Plants perennial. Stems 15–50 cm long, spreading to loosely ascending, weak and often trailing, clambering on other vegetation, and/or matted, usually well-branched, pubescent with short, spreading hairs at the nodes, otherwise glabrous or rarely sparsely roughened with minute, downward-angled hairs on the angles. Leaves 4–6 per node, more or less spreading in orientation. Leaf blades 5–20 mm long, 1–5 mm wide, narrowly elliptic to narrowly oblanceolate or linear, rounded or angled to a bluntly pointed tip, the midvein not extended into a point, angled at the base, the undersurface not glandular, glabrous or sparsely roughened with minute, stout, pricklelike hairs along the midvein, the venation with only the midvein visible, the margins glabrous or roughened with minute, ascending to spreading hairs, slightly to moderately curled under.
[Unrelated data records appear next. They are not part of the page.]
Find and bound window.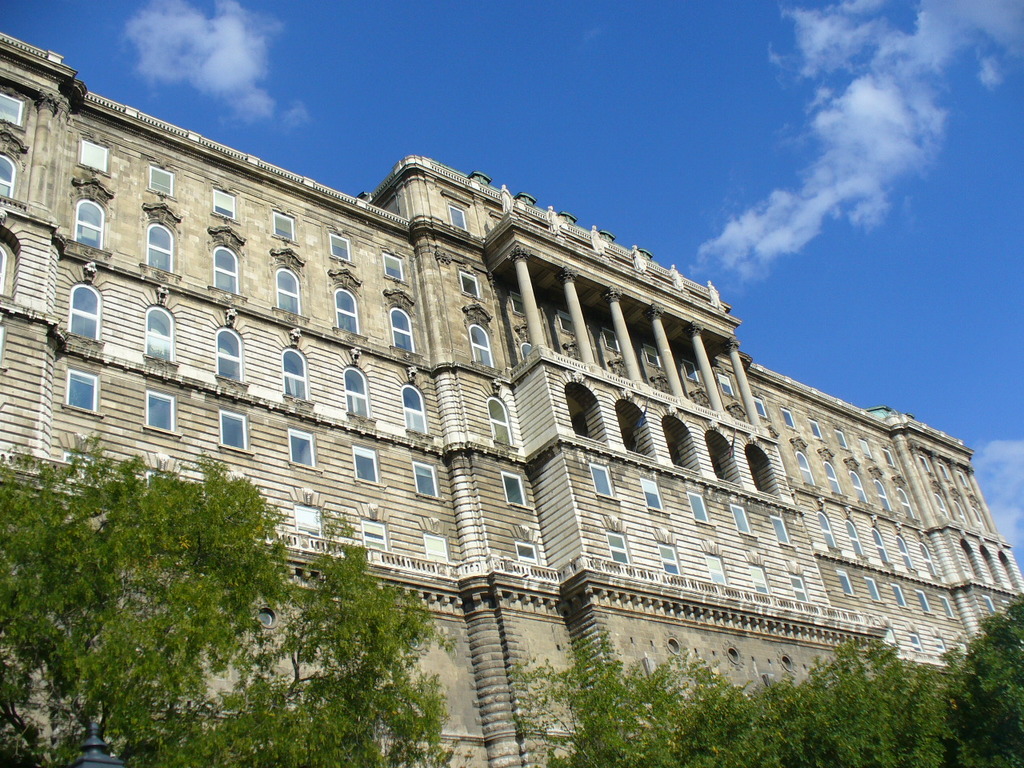
Bound: (365, 517, 391, 555).
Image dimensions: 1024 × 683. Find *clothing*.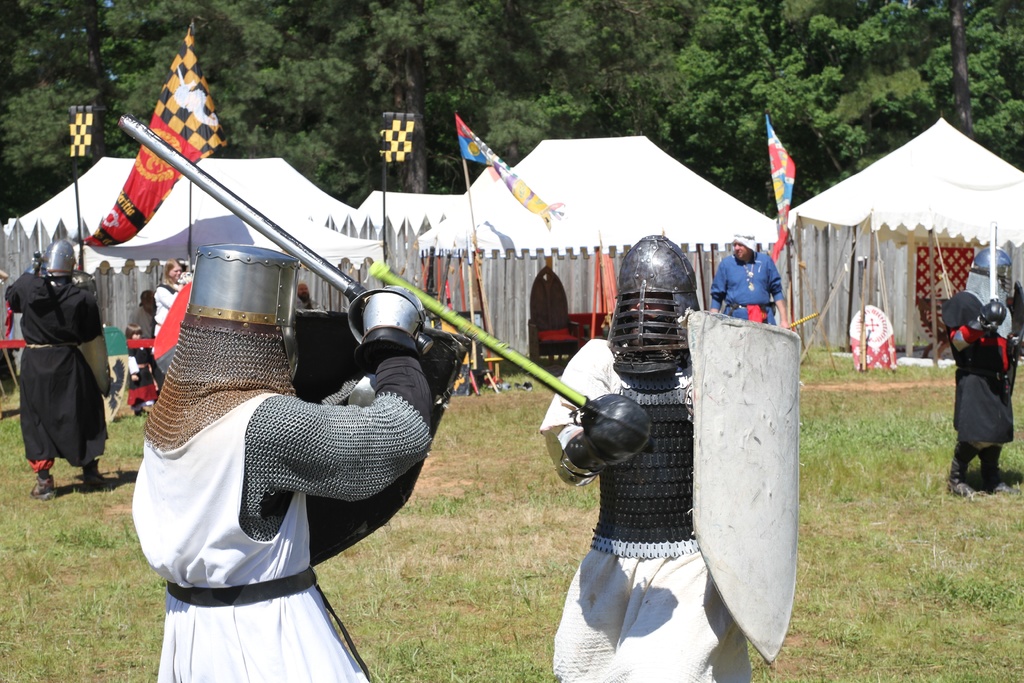
x1=154 y1=281 x2=177 y2=336.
Inflorescences terminal and usually also axillary from the upper leaves, not pendant, positioned over the leaves, usually consisting of small (0.5–1.5 cm long), stalked clusters. Flowers 2 or 3, rarely solitary, the stalks 1–10 mm long. Corollas 0.8–1.2 mm long, 3- or less commonly 4-lobed (the number often variable on a single plant), white. Fruits 1.5–2.0 mm long, 2.5–3.0 mm wide, the surface glabrous, smooth. 2n=24. May–September.

Scattered, mostly south of the Missouri River, most abundantly in the eastern half of the state (eastern U.S. west to Minnesota, Nebraska, and Texas; Canada, Europe, Asia). Bottomland forests, swamps, margins of ponds, lakes, sinkhole ponds, and oxbows, marshes, fens, sloughs, bottomland prairies, mesic swales of upland prairies, and seepy ledges of bluffs; also ditches.

Galium tinctorium can be distinguished vegetatively from some other Galium species by its stem nodes that are surrounded with a ring of spreading pubescence. This feature is also found in G. asprellum, G. boreale, G. concinnum, and G. obtusum. Puff (1976) noted that historically G. tinctorium was sometimes confused with G. obtusum, both because of misdeterminations and because of misapplication of the names. The two species can be difficult to distinguish, especially without mature flowers. Steyermark (1963) noted the existence of at least one apparently intermediate specimen from Wayne County. Galium tinctorium also has sometimes been considered part of the closely related G. trifidum (northern three-lobed bedstraw), a circumboreal species that is widely distributed in the United States, but in the Midwest occurs mainly to the north of Missouri. Galium trifidum might plausibly be discovered in northern Missouri in the future; it differs in its mostly solitary flowers developing curved (vs. straight) and often roughened (vs. smooth) stalks at fruiting, as well as leaves mostly in whorls of 4.

Puff (1976) recognized two subspecies within G. tinctorium. The ssp. floridanum was said to differ in its longer fruit stalks, slightly larger mericarps, more densely branched inflorescences, and more robust habit. Plants with this morphology grow in the southeastern United States west to Missouri and Texas. However, Puff himself discussed the broad morphological overlap between the two taxa and the gradual replacement of plants with the ssp. floridanum morphology by plants with the ssp. tinctorium morphology. Maintenance of these infraspecific taxa does not seem warranted.